Economic affairs adviser to the Prime Minister Mashiur Rahman said that Nepal, Bhutan, and North East India have huge potential to generate hydro-power. Bangladesh is importing electricity from India and has plans to import more.
He also talked about engagement of Bhutan and Nepal to boost cooperation in the management of shared rivers. “As hydro-power is cheaper and clean, Bangladesh signed agreements with Bhutan and Nepal for investment there. India is also a party but it hasn’t signed the memorandum for implementation of this project,” he lamented.

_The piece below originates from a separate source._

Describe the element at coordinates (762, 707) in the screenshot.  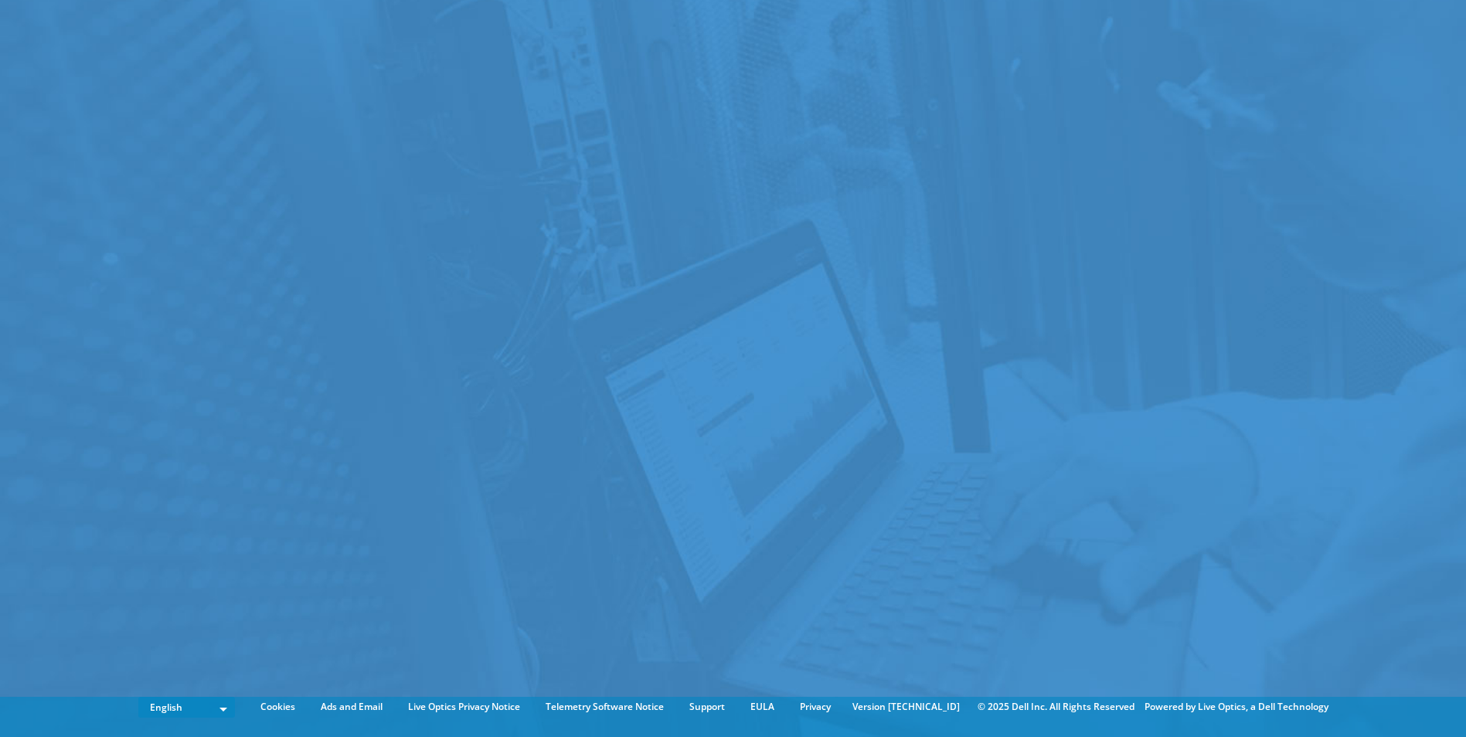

He also said that India has been denying Bangladesh the right to the water of shared rivers. “The interesting question is that a day before 1947, the lower riparian was part of the British empire and had claim under the same law. But the conclusion passed by India [recently] denied that right to the lower riparian and appropriated an international river as its own river,” said Mashiur at the inaugural session of a two-day international conference on rethinking development in South Asia at Chattogram University.
Social Science Research Institute of the university organised the event in association with the Manusher Jonno Foundation. Scholars, academics, and development practitioners from around a dozen countries attended the event.
He said a 1919 act and a 1935 act recognised the right of the states and provinces in British India to trans-state rivers. A commission was formed during the British rule to solve the water-sharing dispute between Punjab and Sindh. But they could not resolve the dispute in years and the partition of the subcontinent happened.
Mashiur said India has recently abolished the provision for forming separate commission for solving water-sharing issues and set up one commission. India picked provisions of the 1935 act and it provided more rights to the federative states.
“If India accepts the right to water as a universal human right then you have a different perspective in law and politics.”
And if that happens there would be negotiations and renegotiation on how the water would be shared among the states in which the rivers flow, he said.
According to a report published in South Asian Monitor, he said Pakistan and part of Northern India were irrigated by water from Indus basin and most of the canals were in Indian territories. But the two countries had the Indus basin water sharing agreement in 1950 when tensions between the two countries were at the peak.